As part of Local Government Reorganisation (LGR) we're proposing to reorganise Kent and Medway into 4 unitary councils. 

Option 4d consists of:

  • North Kent
  • Mid Kent
  • West Kent
  • East Kent.

Find out more about the different areas.

Each new unitary council would be responsible for all local services in its area, working alongside a future Kent and Medway Combined County Authority to unlock the significant benefits from devolution.

Option 4d offers the best balance between:

  • strong local accountability
  • financial sustainability
  • better public services
  • effective partnership with the NHS, police and others
  • readiness for devolution.

Why change is needed

The current system is:

  • confusing for residents (county vs district responsibilities)
  • duplicated and inefficient
  • harder to align with the NHS, police and fire services
  • under growing financial and service pressure
  • poorly suited to modern, place-based public services.

LGR is about simplifying and making councils fit for the future.

Why 4 councils is the right number

Option 4d is the most future-ready model for Kent and Medway. It:

  • is large enough to be financially resilient
  • is small enough to stay close to communities
  • reflects real economic, transport and health geographies
  • balances distribution of need, opportunity and risk.

The ward boundaries proposed under option 4d provide the best balance of democratic fairness, community identity, local representation and long term stability. Other proposals either create wards that are too large and remote or rely on ‘artificial groupings’ that weaken local representation and service delivery.

Option 4d provides the best platform for devolution in Kent and Medway as it aligns well with national devolution policy.

Benefits of option 4d for different needs and services

Social care and health

Option 4d creates councils at the right scale for place-based health:

  • one council is responsible for social care, housing and public health across each of North, East, West and Mid Kent
  • stronger integration with NHS community services through neighbourhood health areas as set out in the NHS 10 year plan
  • aligns well with potential neighbourhood health areas
  • improves prevention and population health management by a focus on the needs of communities at a local level
  • makes tackling health inequalities easier. This is especially in coastal and urban areas through a more focussed approach to service design and delivery and more targeted interventions in areas such as mental health, early identification and prevention. This supports people to live independently for longer and reduces pressure on hospitals.

Very large councils make this harder for everyone by distancing decision-making from communities.

Children's services and SEND

Option 4d strengthens services for children and families by:

  • giving each council full responsibility for safeguarding, early help, SEND and youth services
  • improving alignment with schools, health and police
  • supporting earlier intervention and family-based support
  • making SEND planning more responsive to local need
  • providing clearer accountability for outcomes.

Very large councils increase safeguarding risk by distancing leadership from communities.

Housing and homelessness

Option 4d:

  • brings housing supply, homelessness prevention and regulation into one organisation at each unitary
  • strengthens links between housing, health and social care
  • enables faster, clearer decisions
  • improves prevention of rough sleeping and repeat homelessness
  • allows tailored responses to coastal, urban and rural housing pressures.

Transport and highways

Transport is one of the most visible tests of council performance. Option 4d:

  • removes duplication between county and district roles
  • creates a single accountable authority for local roads and transport
  • improves response times to maintenance and safety issues
  • integrates transport with housing and regeneration
  • enables strategic transport planning through a Combined County Authority.

Residents will know exactly who is responsible.

Community safety, policing and fire

Option 4d aligns boundaries with Kent Police and Kent Resilience Forum geographies. This will:

  • improve coordination for emergency planning, incident reporting and enforcement
  • strengthen alignment with police, fire and resilience arrangements at neighbourhood level
  • strengthen neighbourhood safety partnerships.

Culture, heritage and leisure

Option 4d is based on the impact that place and local decision making has on individuals and communities. It will:

  • protect civic identity and local pride
  • keep libraries, museums and leisure services locally visible
  • link culture to health, wellbeing and regeneration
  • support tourism and local economies
  • enable place-based cultural strategies.

Large authorities often marginalise these services. Option 4d does not.

Economic growth, skills and regeneration

Option 4d combines local delivery with strategic coordination, supporting more inclusive and sustainable growth through:

  • councils leading town centre renewal and regeneration
  • skills provision aligning with local labour markets
  • targeted support for coastal, rural and urban economies
  • strategic investment coordinated through a Combined County Authority
  • stronger links between planning, transport and growth.

Financial sustainability and workforce stability

Option 4d is financially credible through:

  • significant recurring annual savings
  • removal of duplicated systems and management
  • strong reserves across the four councils
  • manageable payback period.

Stronger democracy and public trust

Option 4d strengthens local democracy by:

  • creating councils aligned with places people recognise
  • providing clear lines of accountability
  • supporting neighbourhood, town and parish engagement
  • improving scrutiny and transparency
  • increasing public confidence in decision-making.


## TASK DESCRIPTION:
In this exercise, write out the data word for word and leave every image out.

Segment Open

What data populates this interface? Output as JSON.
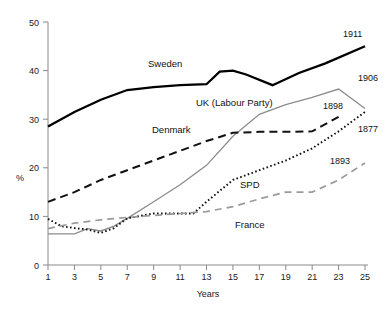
{
  "chart_data": {
    "type": "line",
    "title": "",
    "xlabel": "Years",
    "ylabel": "%",
    "xlim": [
      1,
      25
    ],
    "ylim": [
      0,
      50
    ],
    "grid": false,
    "legend": "inline-labels",
    "x_ticks": [
      "1",
      "3",
      "5",
      "7",
      "9",
      "11",
      "13",
      "15",
      "17",
      "19",
      "21",
      "23",
      "25"
    ],
    "y_ticks": [
      "0",
      "10",
      "20",
      "30",
      "40",
      "50"
    ],
    "x": [
      1,
      3,
      5,
      7,
      9,
      11,
      13,
      15,
      17,
      19,
      21,
      23,
      25
    ],
    "series": [
      {
        "name": "Sweden",
        "label": "Sweden",
        "end_label": "1911",
        "style": "solid-thick",
        "color": "#000000",
        "x": [
          1,
          3,
          5,
          7,
          9,
          11,
          13,
          14,
          15,
          16,
          18,
          20,
          22,
          25
        ],
        "values": [
          28.5,
          31.5,
          34,
          36,
          36.6,
          37,
          37.2,
          39.8,
          40,
          39.2,
          37,
          39.5,
          41.5,
          45
        ]
      },
      {
        "name": "UK (Labour Party)",
        "label": "UK (Labour Party)",
        "end_label": "1906",
        "style": "solid-thin-grey",
        "color": "#8c8c8c",
        "x": [
          1,
          2,
          3,
          4,
          5,
          6,
          7,
          9,
          11,
          13,
          15,
          17,
          19,
          21,
          23,
          25
        ],
        "values": [
          6.4,
          6.4,
          6.4,
          7.5,
          7.0,
          8.0,
          9.6,
          13.0,
          16.5,
          20.5,
          26.5,
          31.0,
          33.0,
          34.5,
          36.2,
          32.2
        ]
      },
      {
        "name": "Denmark",
        "label": "Denmark",
        "end_label": "1898",
        "style": "dashed-black",
        "color": "#111111",
        "x": [
          1,
          3,
          5,
          7,
          9,
          11,
          13,
          15,
          17,
          19,
          21,
          23
        ],
        "values": [
          13.0,
          15.0,
          17.5,
          19.5,
          21.5,
          23.5,
          25.5,
          27.2,
          27.4,
          27.4,
          27.5,
          30.5
        ]
      },
      {
        "name": "SPD",
        "label": "SPD",
        "end_label": "1877",
        "style": "dotted-black",
        "color": "#111111",
        "x": [
          1,
          2,
          3,
          4,
          5,
          6,
          7,
          9,
          11,
          12,
          13,
          15,
          17,
          19,
          21,
          23,
          25
        ],
        "values": [
          9.5,
          8.0,
          7.6,
          7.3,
          6.6,
          7.6,
          9.6,
          10.6,
          10.6,
          10.6,
          13.0,
          17.5,
          19.5,
          21.5,
          24.0,
          27.5,
          31.5
        ]
      },
      {
        "name": "France",
        "label": "France",
        "end_label": "1893",
        "style": "dashed-grey",
        "color": "#9a9a9a",
        "x": [
          1,
          3,
          5,
          7,
          9,
          11,
          13,
          15,
          17,
          19,
          21,
          23,
          25
        ],
        "values": [
          7.5,
          8.6,
          9.3,
          9.8,
          10.2,
          10.6,
          11.0,
          12.0,
          13.6,
          15.0,
          15.0,
          17.5,
          21.0
        ]
      }
    ],
    "inline_label_positions": [
      {
        "text": "Sweden",
        "x": 148,
        "y": 67
      },
      {
        "text": "UK (Labour Party)",
        "x": 196,
        "y": 106
      },
      {
        "text": "Denmark",
        "x": 152,
        "y": 133
      },
      {
        "text": "SPD",
        "x": 240,
        "y": 188
      },
      {
        "text": "France",
        "x": 235,
        "y": 228
      }
    ],
    "end_label_positions": [
      {
        "text": "1911",
        "x": 343,
        "y": 37
      },
      {
        "text": "1906",
        "x": 358,
        "y": 81
      },
      {
        "text": "1898",
        "x": 323,
        "y": 109
      },
      {
        "text": "1877",
        "x": 358,
        "y": 132
      },
      {
        "text": "1893",
        "x": 330,
        "y": 164
      }
    ]
  }
}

Segment Closed

## TASK RESPONSE:
What data populates this interface? Output as JSON.
{
  "chart_data": {
    "type": "line",
    "title": "",
    "xlabel": "Years",
    "ylabel": "%",
    "xlim": [
      1,
      25
    ],
    "ylim": [
      0,
      50
    ],
    "grid": false,
    "legend": "inline-labels",
    "x_ticks": [
      "1",
      "3",
      "5",
      "7",
      "9",
      "11",
      "13",
      "15",
      "17",
      "19",
      "21",
      "23",
      "25"
    ],
    "y_ticks": [
      "0",
      "10",
      "20",
      "30",
      "40",
      "50"
    ],
    "x": [
      1,
      3,
      5,
      7,
      9,
      11,
      13,
      15,
      17,
      19,
      21,
      23,
      25
    ],
    "series": [
      {
        "name": "Sweden",
        "label": "Sweden",
        "end_label": "1911",
        "style": "solid-thick",
        "color": "#000000",
        "x": [
          1,
          3,
          5,
          7,
          9,
          11,
          13,
          14,
          15,
          16,
          18,
          20,
          22,
          25
        ],
        "values": [
          28.5,
          31.5,
          34,
          36,
          36.6,
          37,
          37.2,
          39.8,
          40,
          39.2,
          37,
          39.5,
          41.5,
          45
        ]
      },
      {
        "name": "UK (Labour Party)",
        "label": "UK (Labour Party)",
        "end_label": "1906",
        "style": "solid-thin-grey",
        "color": "#8c8c8c",
        "x": [
          1,
          2,
          3,
          4,
          5,
          6,
          7,
          9,
          11,
          13,
          15,
          17,
          19,
          21,
          23,
          25
        ],
        "values": [
          6.4,
          6.4,
          6.4,
          7.5,
          7.0,
          8.0,
          9.6,
          13.0,
          16.5,
          20.5,
          26.5,
          31.0,
          33.0,
          34.5,
          36.2,
          32.2
        ]
      },
      {
        "name": "Denmark",
        "label": "Denmark",
        "end_label": "1898",
        "style": "dashed-black",
        "color": "#111111",
        "x": [
          1,
          3,
          5,
          7,
          9,
          11,
          13,
          15,
          17,
          19,
          21,
          23
        ],
        "values": [
          13.0,
          15.0,
          17.5,
          19.5,
          21.5,
          23.5,
          25.5,
          27.2,
          27.4,
          27.4,
          27.5,
          30.5
        ]
      },
      {
        "name": "SPD",
        "label": "SPD",
        "end_label": "1877",
        "style": "dotted-black",
        "color": "#111111",
        "x": [
          1,
          2,
          3,
          4,
          5,
          6,
          7,
          9,
          11,
          12,
          13,
          15,
          17,
          19,
          21,
          23,
          25
        ],
        "values": [
          9.5,
          8.0,
          7.6,
          7.3,
          6.6,
          7.6,
          9.6,
          10.6,
          10.6,
          10.6,
          13.0,
          17.5,
          19.5,
          21.5,
          24.0,
          27.5,
          31.5
        ]
      },
      {
        "name": "France",
        "label": "France",
        "end_label": "1893",
        "style": "dashed-grey",
        "color": "#9a9a9a",
        "x": [
          1,
          3,
          5,
          7,
          9,
          11,
          13,
          15,
          17,
          19,
          21,
          23,
          25
        ],
        "values": [
          7.5,
          8.6,
          9.3,
          9.8,
          10.2,
          10.6,
          11.0,
          12.0,
          13.6,
          15.0,
          15.0,
          17.5,
          21.0
        ]
      }
    ],
    "inline_label_positions": [
      {
        "text": "Sweden",
        "x": 148,
        "y": 67
      },
      {
        "text": "UK (Labour Party)",
        "x": 196,
        "y": 106
      },
      {
        "text": "Denmark",
        "x": 152,
        "y": 133
      },
      {
        "text": "SPD",
        "x": 240,
        "y": 188
      },
      {
        "text": "France",
        "x": 235,
        "y": 228
      }
    ],
    "end_label_positions": [
      {
        "text": "1911",
        "x": 343,
        "y": 37
      },
      {
        "text": "1906",
        "x": 358,
        "y": 81
      },
      {
        "text": "1898",
        "x": 323,
        "y": 109
      },
      {
        "text": "1877",
        "x": 358,
        "y": 132
      },
      {
        "text": "1893",
        "x": 330,
        "y": 164
      }
    ]
  }
}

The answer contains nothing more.